One blogger commented, "I just recently discovered that I'm descended from Adam. What's the big deal with Sharpton and Thurmond?"
I'm not sure if this blogger is sarcastic, subtly ironic, or just plain idiotic. Nevertheless, the story has people talking.
Just what is the big deal? For people unfamiliar with genealogy and its inherent twists and turns, it's a gee-whiz head-scratcher. For people interested in social history, it's fodder for dozens of dissertations on slavery, segregation, and economic and social opportunity.
For the average curiosity-seeker, it's the motivation to park in front of the computer and start looking for your own famous or infamous ancestors. That's the deal that makes me cringe a little.
Go ahead and hunt for your ancestors on the Internet, but keep in mind it's a "caveat emptor" activity.
I use the Internet every day in my research. But I'm cautious. Hundreds of my distant relatives have posted family trees on the Internet that include my family branches. I look at those occasionally and use the details simply as clues for further research.
When you see family trees with women having children when they're four years old, and when you see people buried in states they never visited, it doesn't take long to realize that this research is suspect.
Use the Internet to research your family tree, but don't gleefully download page after page of undocumented genealogies and then declare that you're done researching your family history.
I use Internet resources that are based on original documents like census records.
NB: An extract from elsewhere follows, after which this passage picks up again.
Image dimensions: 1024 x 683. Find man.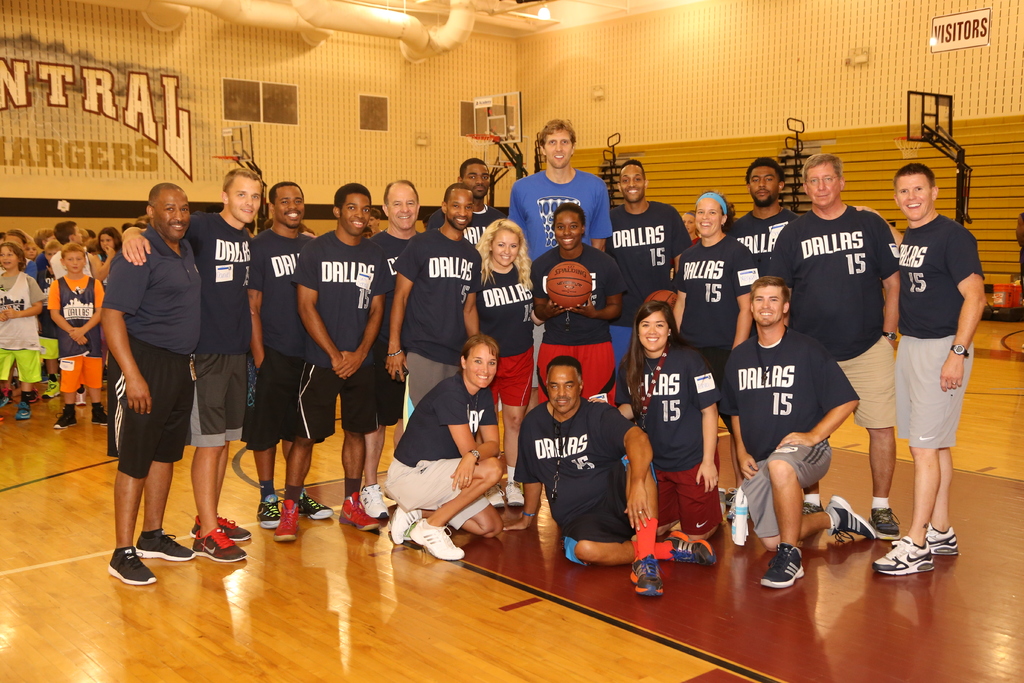
box(760, 151, 919, 544).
I also hunt for records from reliable sources like state libraries and archives.The professionals at Ancestry.com who researched Sharpton's family tree did just that. They used valid, primary documents to uncover his roots.
When you find something about your family tree on the Internet, find out where the information came from. If there isn't any documentation with the information, it's just a clue, not a fact.
Anyone can declare they have famous relatives, and many people can find a family tree on the Internet that says it's so. But until you have verifiable proof obtained through cautious and careful research, I'd hold off planning the family reunion with your famous "relatives."